If retirement is all about money, you may not be ready to stop working

Not only is the level of preparation for retirement different for each individual, but not many of us can even describe what it’s actually like.

Successful retirement planning requires a multi-layered exploration of our wants, needs, financial anxieties, and risk tolerance, along with sensitivity to what we really mean as well as what we actually say. There is a close analogy with psychotherapy.

This is why it is a pointless exercise for Wall Street firms to conduct their periodic retirement readiness surveys. Not surprisingly, these investigations often reach widely divergent conclusions.

Wall Street keeps trying anyway. Half a dozen such companies have already contacted me this year, publicizing their latest surveys. One of them released a report on February 13 announcing that the pension crisis in the United States is worse than ever, with two-thirds of workers not saving enough for retirement – ​​and nearly one in four without enough savings to even pay funeral expenses.

Meanwhile, another survey – released two weeks earlier – found that 70% of US workers are confident they have enough saved for a comfortable retirement.

The inherent weakness of these investigations is that they seek to quantify the unquantifiable. Take, for example, the survey finding that two-thirds of workers aren’t saving enough for retirement. It reached this conclusion by measuring the size of respondents’ retirement portfolios, then comparing it to a single general dollar amount that inspectors said was needed to retire comfortably.

But when it comes to your retirement portfolio, there is no one-size-fits-all solution. Benjamin Graham, the father of fundamental analysis, made this point in his famous book “The Intelligent Investor”: “The best way to measure the success of your investment is not whether you are beating the market, but whether you have invested and set a plan. financial and behavioral discipline that will likely get you where you want to go.

How many of us can answer the question “where do you want to go” with more than bromides? This isn’t to say that having a sizable portfolio isn’t important for retirement preparation. But the relationship between money and happiness is surprisingly inscrutable. Take recent research by Matthew Killingsworth, a professor at the Wharton School, and Princeton University professors Daniel Kahnemann and Angus Deaton.

Researchers have found that more money brings more happiness, largely only if you’re a happy person to begin with. If you are an unhappy person, money helps you only to a limited extent. Even for the happiest people, the impact of more money is much smaller than you might think: a “quadrupled income gap is… less than a third of the effect of a headache” on people’s feelings of happiness. a person at a given time. day.

Financial advisors can play a valuable role in helping us resolve these thorny issues. Of course there are unscrupulous consultants who take advantage of vulnerable pensioners and semi-retirees. The presence of such advisors only reinforces the importance of carefully researching an advisor. However, don’t be dissuaded from research by the considerable complexity of pension provision.

Mark Hulbert is a regular contributor to MarketWatch. Its Hulbert Ratings tracks investment newsletters that pay a flat fee to be reviewed. It can be reached at mark@hulbertratings.com.

Moreover: These are the two largest retirement expenses. Start planning for them now.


# WHAT YOU WILL DO:
Repeat every record below exactly, omitting any pictures.
__________________________________________________
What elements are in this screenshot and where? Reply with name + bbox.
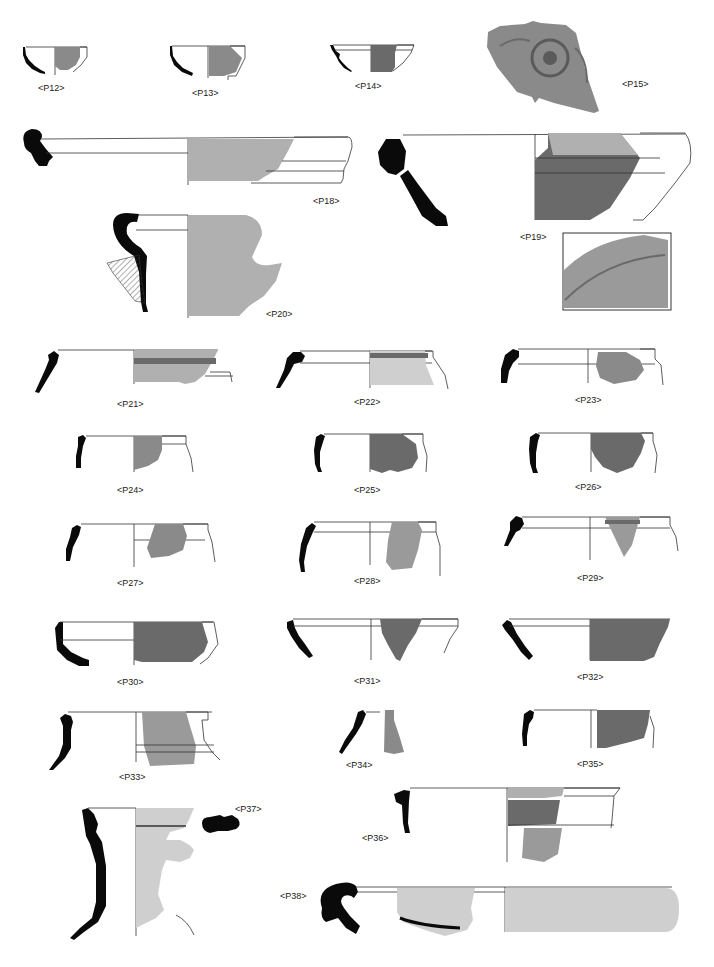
sherd-p32 <box>502 619 670 661</box>
sherd-p31 <box>287 619 458 661</box>
label-p38: <P38> <box>280 891 307 901</box>
label-p33: <P33> <box>119 772 146 782</box>
label-p34: <P34> <box>346 760 373 770</box>
sherd-p18 <box>23 129 352 185</box>
label-p32: <P32> <box>577 672 604 682</box>
label-p31: <P31> <box>354 676 381 686</box>
label-p22: <P22> <box>354 397 381 407</box>
sherd-p23 <box>501 349 663 385</box>
sherd-p36 <box>394 788 620 862</box>
label-p28: <P28> <box>354 576 381 586</box>
label-p37: <P37> <box>235 804 262 814</box>
label-p29: <P29> <box>577 573 604 583</box>
sherd-p14 <box>330 45 414 72</box>
sherd-p35 <box>522 710 654 748</box>
label-p21: <P21> <box>117 399 144 409</box>
sherd-p38 <box>321 882 679 936</box>
sherd-p24 <box>76 435 193 472</box>
sherd-p29 <box>504 516 678 560</box>
label-p15: <P15> <box>622 79 649 89</box>
label-p26: <P26> <box>575 482 602 492</box>
sherd-p19 <box>378 133 691 310</box>
label-p30: <P30> <box>117 677 144 687</box>
sherd-p26 <box>529 433 657 473</box>
sherd-p33 <box>49 712 220 770</box>
label-p25: <P25> <box>354 485 381 495</box>
sherd-p30 <box>55 622 218 666</box>
label-p36: <P36> <box>362 833 389 843</box>
label-p12: <P12> <box>38 83 65 93</box>
sherd-p20 <box>107 213 282 318</box>
sherd-p27 <box>66 524 215 567</box>
label-p35: <P35> <box>577 759 604 769</box>
sherd-p28 <box>299 522 440 576</box>
label-p18: <P18> <box>313 196 340 206</box>
sherd-p25 <box>314 434 427 473</box>
label-p20: <P20> <box>266 309 293 319</box>
sherd-p15-photo <box>487 21 599 113</box>
sherd-p12 <box>23 47 87 75</box>
sherd-p13 <box>170 46 245 80</box>
label-p24: <P24> <box>117 485 144 495</box>
sherd-p22 <box>276 351 448 389</box>
sherd-p34 <box>339 710 404 754</box>
label-p14: <P14> <box>355 81 382 91</box>
label-p23: <P23> <box>575 395 602 405</box>
label-p27: <P27> <box>117 578 144 588</box>
label-p19: <P19> <box>520 232 547 242</box>
sherd-p37 <box>70 808 240 940</box>
sherd-p21 <box>35 350 233 393</box>
pottery-plate <box>0 0 714 967</box>
label-p13: <P13> <box>192 88 219 98</box>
__________________________________________________
# SOLUTION TO THIS TASK:
What elements are in this screenshot and where? Reply with name + bbox.
sherd-p32 <box>502 619 670 661</box>
sherd-p31 <box>287 619 458 661</box>
label-p38: <P38> <box>280 891 307 901</box>
label-p33: <P33> <box>119 772 146 782</box>
label-p34: <P34> <box>346 760 373 770</box>
sherd-p18 <box>23 129 352 185</box>
label-p32: <P32> <box>577 672 604 682</box>
label-p31: <P31> <box>354 676 381 686</box>
label-p22: <P22> <box>354 397 381 407</box>
sherd-p23 <box>501 349 663 385</box>
sherd-p36 <box>394 788 620 862</box>
label-p28: <P28> <box>354 576 381 586</box>
label-p37: <P37> <box>235 804 262 814</box>
label-p29: <P29> <box>577 573 604 583</box>
sherd-p14 <box>330 45 414 72</box>
sherd-p35 <box>522 710 654 748</box>
label-p21: <P21> <box>117 399 144 409</box>
sherd-p38 <box>321 882 679 936</box>
sherd-p24 <box>76 435 193 472</box>
sherd-p29 <box>504 516 678 560</box>
label-p15: <P15> <box>622 79 649 89</box>
label-p26: <P26> <box>575 482 602 492</box>
sherd-p19 <box>378 133 691 310</box>
label-p30: <P30> <box>117 677 144 687</box>
sherd-p26 <box>529 433 657 473</box>
sherd-p33 <box>49 712 220 770</box>
label-p25: <P25> <box>354 485 381 495</box>
sherd-p30 <box>55 622 218 666</box>
label-p36: <P36> <box>362 833 389 843</box>
label-p12: <P12> <box>38 83 65 93</box>
sherd-p20 <box>107 213 282 318</box>
sherd-p27 <box>66 524 215 567</box>
label-p35: <P35> <box>577 759 604 769</box>
sherd-p28 <box>299 522 440 576</box>
label-p18: <P18> <box>313 196 340 206</box>
sherd-p25 <box>314 434 427 473</box>
label-p20: <P20> <box>266 309 293 319</box>
sherd-p15-photo <box>487 21 599 113</box>
sherd-p12 <box>23 47 87 75</box>
sherd-p13 <box>170 46 245 80</box>
label-p24: <P24> <box>117 485 144 495</box>
sherd-p22 <box>276 351 448 389</box>
sherd-p34 <box>339 710 404 754</box>
label-p14: <P14> <box>355 81 382 91</box>
label-p23: <P23> <box>575 395 602 405</box>
label-p27: <P27> <box>117 578 144 588</box>
label-p19: <P19> <box>520 232 547 242</box>
sherd-p37 <box>70 808 240 940</box>
sherd-p21 <box>35 350 233 393</box>
pottery-plate <box>0 0 714 967</box>
label-p13: <P13> <box>192 88 219 98</box>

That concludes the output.